Wednesday, July 13, 2022

Isaac Hayes, Hot Buttered Soul (1969)

Hot Buttered Soul! Some name, huh? We have an unusual album on our hands from superfly Isaac Hayes. The LP is four tracks only: "Walk On By," "Hyperbolicsyllabicesquedalymistic" (try saying that once, let alone three times fast), "One Woman," and "By the Time I Get to Phoenix." The first and last tracks are the beefiest, "Walk On By" clocking in at 12 minutes, 3 seconds, "By The Time I Get to Phoenix" a whopping 18 minutes and 42 seconds. The total album runtime is 45 minutes, 24 seconds. How could an album like this get made? It was a different time.

According to Wikipedia, the super-smooth "Walk on By" was written by Burt Bacharach and Hal David, two career lyricists, both white, both two men who look like the people who would be farthest from a project called Hot Buttered Soul. There are a lot of other white folk involved in the album's compositions. Nothing against white folk, of course. From my limited knowledge about the music business, there has always existed this interesting relationship between black performers and white performers, and the relationship has not nor must it always be by necessity an exploitative relationship, though there are countless stories of black performers being swindled out of money by white-owned record companies.

Let me say a quick word on the way this album is working on me. It's groovy, but for the most part, I don't like it. It seems pretty inconsequential, you ask me. Some nice things I could say? I like that the second track (I won't bother to type out that long, nonsense title again) uses the expression medulla oblongata. Just to use it, you know. That's cool.

That out of the way, allow me to make some comments on the late Isaac Hayes (may he rest in peace; God bless and keep him). As you may remember, the man enjoyed a sort of second career when he portrayed Chef on South Park. On the show, the South Park children would often go to him for answers, he would tell them something a little too grown-up, they wouldn't understand, and he would say, "Forget everything I just said." That was the bit. That was cute. Chef was cool.

Now as you may also remember, Isaac Hayes was vilified for his religion. He was a Scientologist. I think this was quite unfair. The religion itself has been criticized for its belief system, which some regard as akin to science fiction. There have also been criticisms leveled at the prices for services and price structures to move up in the religion. Some have alleged that the religion is abusive to its practitioners, especially the worker corps that undergirds it, a worker corps which works for free. With this free labor and the religion's tax exemption and steep pricing structure, it would seem as though it is easy for the religion to generate money hand over fist. For the sake of argument, let this criticism withstand. But now I ask why someone like Hayes or anyone else would be attracted to this religion in the first place?

The other night, my wife and I were talking about another more infamous Scientologist Tom Cruise. My wife had just returned from the theater after having seen Top Gun: Maverick. I had declined to go. I didn't like the original film, and I doubted I would like the sequel, since from the trailer it looked like a glorified advertisement for the American military. As a Londoner would say, "No fanks." Anyway, my wife kept saying how awesome she thought Cruise was. She was especially amazed by the stunts in the film, many of which he did himself.

Apparently, in Cruise's religion, the belief is that as you move up the levels, you acquire great mental and physical faculties. Your level of influence over other people increases, your body allows you to do things others can't do, and you begin to have a preternatural control over your environment. Everything runs smoothly, you transcend problems, it's mind over matter... Why would an actor or musician want that? I wonder. Seems to me this belief system would be attractive to nearly everyone.

An underlying tenet of any religion, it seems to me, is that there is more to the world than what we experience with the five senses. Another tenet is that there are some individuals who have tapped into this transcendent world and maybe, just maybe, we could learn from them if we make them our role models. In addition to having special, holy people, every religion has special, holy places, anniversaries, texts, and rituals. And then there's the idea that maybe we will feel better or live better if we partake of the culture created by this religion.

And really it's probably that last bit that people want in religion the most. Naturally, I think everyone hopes the religion they grew up into will be the one that provides for them, and just as naturally, they will think the religion they were born into is the "correct" one. A nice coincidence, growing up in the right place at just the right time and growing up part of not only the correct national culture but the correct religious culture.

I try not to think too much about this stuff, honestly, and live according to my religious convictions. Among those convictions is the belief that everyone has religious convictions. Even someone who proclaims to believe in nothing believes in something. Even supposing he or she grew up as part of one particular religious tradition and now claims not to believe in that  religious tradition, I seriously doubt he or she hasn't transplanted those beliefs with equally strong convictions. One becomes a humanist or devotes him- or herself to the Democratic Party, say.

This is just to say I don't slight Hayes for his beliefs which probably helped him make the best of his time on Earth. God bless the man.

Finished the album, by the way. Nothing to write home about.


Your reply should hold every entry below exactly as written and none of the pictures.

Start of DATA RECORDS

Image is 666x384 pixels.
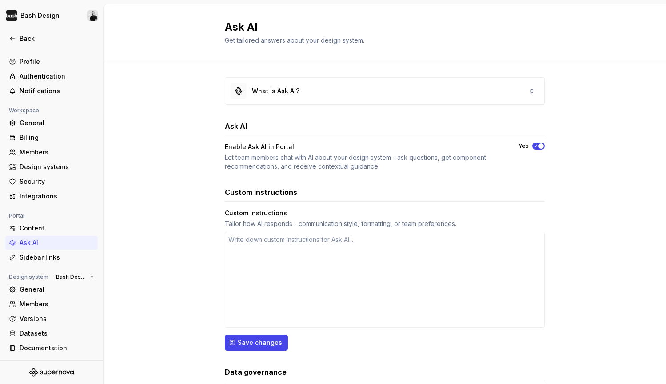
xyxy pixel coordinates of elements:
img: Riyadh Gordon [87,10,98,21]
div: What is Ask AI? [252,87,300,96]
div: General [20,285,94,294]
a: General [5,283,98,297]
a: Security [5,175,98,189]
div: Bash Design [20,11,60,20]
div: Members [20,300,94,309]
svg: Supernova Logo [29,368,74,377]
div: Design system [5,272,52,283]
h3: Custom instructions [225,187,297,198]
a: Design systems [5,160,98,174]
div: Design systems [20,163,94,172]
a: Documentation [5,341,98,356]
a: Ask AI [5,236,98,250]
a: Members [5,297,98,312]
a: Members [5,145,98,160]
div: Custom instructions [225,209,287,218]
div: Members [20,148,94,157]
div: Ask AI [20,239,94,248]
div: General [20,119,94,128]
span: Bash Design [56,274,87,281]
a: Back [5,32,98,46]
div: Billing [20,133,94,142]
button: Bash DesignRiyadh Gordon [2,6,101,25]
h3: Ask AI [225,121,247,132]
span: Save changes [238,339,282,348]
h2: Ask AI [225,20,534,34]
div: Notifications [20,87,94,96]
div: Integrations [20,192,94,201]
a: Profile [5,55,98,69]
label: Yes [519,143,529,150]
div: Workspace [5,105,43,116]
a: Content [5,221,98,236]
a: Sidebar links [5,251,98,265]
div: Sidebar links [20,253,94,262]
div: Profile [20,57,94,66]
a: Integrations [5,189,98,204]
div: Documentation [20,344,94,353]
div: Datasets [20,329,94,338]
div: Versions [20,315,94,324]
button: Save changes [225,335,288,351]
div: Tailor how AI responds - communication style, formatting, or team preferences. [225,220,545,228]
div: Let team members chat with AI about your design system - ask questions, get component recommendat... [225,153,503,171]
a: General [5,116,98,130]
a: Notifications [5,84,98,98]
h3: Data governance [225,367,287,378]
a: Versions [5,312,98,326]
div: Enable Ask AI in Portal [225,143,294,152]
div: Authentication [20,72,94,81]
div: Portal [5,211,28,221]
span: Get tailored answers about your design system. [225,36,364,44]
a: Billing [5,131,98,145]
div: Content [20,224,94,233]
div: Back [20,34,94,43]
div: Security [20,177,94,186]
a: Authentication [5,69,98,84]
img: f86023f7-de07-4548-b23e-34af6ab67166.png [6,10,17,21]
a: Datasets [5,327,98,341]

End of DATA RECORDS

**RESPONSE FOR THIS EXERCISE**
Image is 666x384 pixels.
xyxy pixel coordinates of elements:
img: Riyadh Gordon [87,10,98,21]
div: What is Ask AI? [252,87,300,96]
div: General [20,285,94,294]
a: General [5,283,98,297]
a: Security [5,175,98,189]
div: Bash Design [20,11,60,20]
div: Members [20,300,94,309]
svg: Supernova Logo [29,368,74,377]
div: Design system [5,272,52,283]
h3: Custom instructions [225,187,297,198]
a: Design systems [5,160,98,174]
div: Design systems [20,163,94,172]
a: Documentation [5,341,98,356]
a: Ask AI [5,236,98,250]
a: Members [5,297,98,312]
a: Members [5,145,98,160]
div: Custom instructions [225,209,287,218]
div: Members [20,148,94,157]
div: Ask AI [20,239,94,248]
div: General [20,119,94,128]
span: Bash Design [56,274,87,281]
a: Back [5,32,98,46]
div: Billing [20,133,94,142]
button: Bash DesignRiyadh Gordon [2,6,101,25]
h3: Ask AI [225,121,247,132]
span: Save changes [238,339,282,348]
h2: Ask AI [225,20,534,34]
div: Notifications [20,87,94,96]
div: Integrations [20,192,94,201]
a: Profile [5,55,98,69]
label: Yes [519,143,529,150]
div: Workspace [5,105,43,116]
a: Content [5,221,98,236]
a: Sidebar links [5,251,98,265]
div: Sidebar links [20,253,94,262]
div: Profile [20,57,94,66]
a: Integrations [5,189,98,204]
div: Documentation [20,344,94,353]
div: Datasets [20,329,94,338]
div: Versions [20,315,94,324]
button: Save changes [225,335,288,351]
div: Tailor how AI responds - communication style, formatting, or team preferences. [225,220,545,228]
div: Let team members chat with AI about your design system - ask questions, get component recommendat... [225,153,503,171]
a: General [5,116,98,130]
a: Notifications [5,84,98,98]
h3: Data governance [225,367,287,378]
a: Versions [5,312,98,326]
div: Enable Ask AI in Portal [225,143,294,152]
div: Authentication [20,72,94,81]
div: Portal [5,211,28,221]
span: Get tailored answers about your design system. [225,36,364,44]
a: Billing [5,131,98,145]
div: Content [20,224,94,233]
div: Back [20,34,94,43]
div: Security [20,177,94,186]
a: Authentication [5,69,98,84]
img: f86023f7-de07-4548-b23e-34af6ab67166.png [6,10,17,21]
a: Datasets [5,327,98,341]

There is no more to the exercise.